Only in separation from the living Thought-Reality of the world could there grow up in the human soul the consciousness of Freedom. What came from the heights, had again to be recovered from the depths. Therefore the development of this consciousness of Freedom is involved in its first beginnings with that science of the natural world which is directed solely to the world's external aspect. Whilst inwardly Man was unconsciously developing his spirit to pure clarity of Ideas, outwardly his senses were directed solely to the world of Matter, that left undisturbed the first tender shoots of what was dawning in his soul.

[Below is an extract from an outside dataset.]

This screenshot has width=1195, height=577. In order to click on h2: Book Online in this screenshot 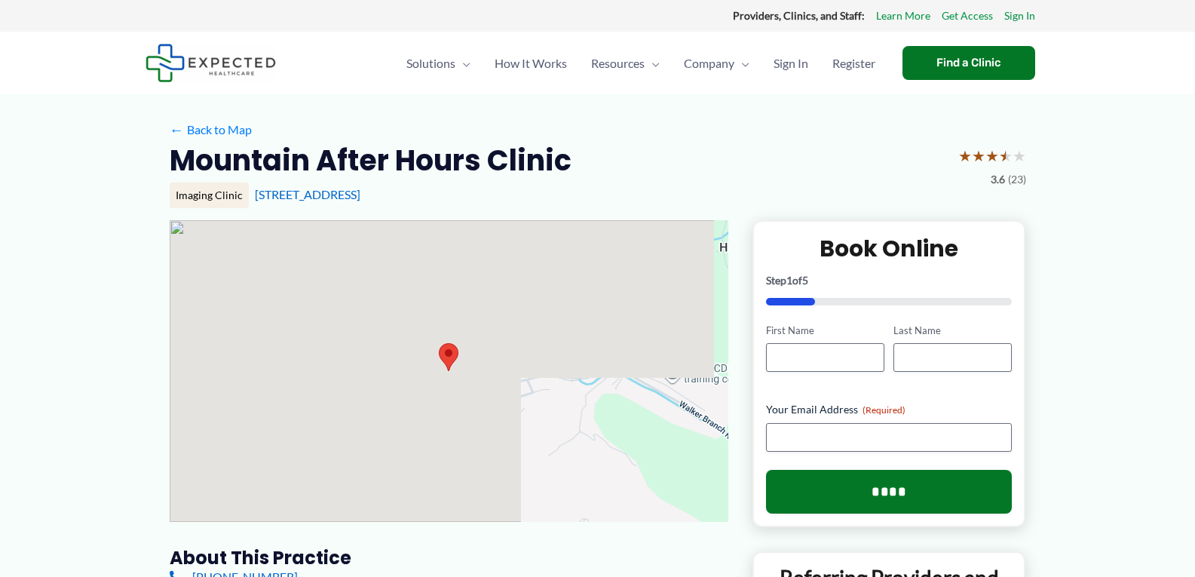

But into these views of external materiality, there may enter anew a living, inner realization of the spirit in the world, and therewith once more a spiritual view of it. The science of Nature, that has been acquired under the sign of Materialism, may receive a spiritual form of conception in the inner life of the soul. Michael, who once spoke ‘from above,’ may be heard ‘from within,’ where he will make his new abode. In more imaginative language, it may be thus expressed: That Sun-life, which through long ages Man drew from without, from the Cosmos only, will begin to shine within, in the soul. Man will learn to speak of an ‘inner Sun.’ He will know none the less well on this account, that he is a being of the Earth in his life between birth and death; but he will be conscious that his own being is Sun-guided on its earthly travels. He will learn to be aware in truth of a being that lives within him and that sheds a light which lights the life of Earth, but is not lit there. In the first dawn of the Michael Age, it may still seem as though mankind were very far from all this. But ‘in the spirit’ it is not far; it is close at hand; it only needs to be ‘seen.’ That Man's Ideas do not remain merely ‘thinking’ only, but turn in thought to ‘seeing,’ is a fact on which immeasurably much depends.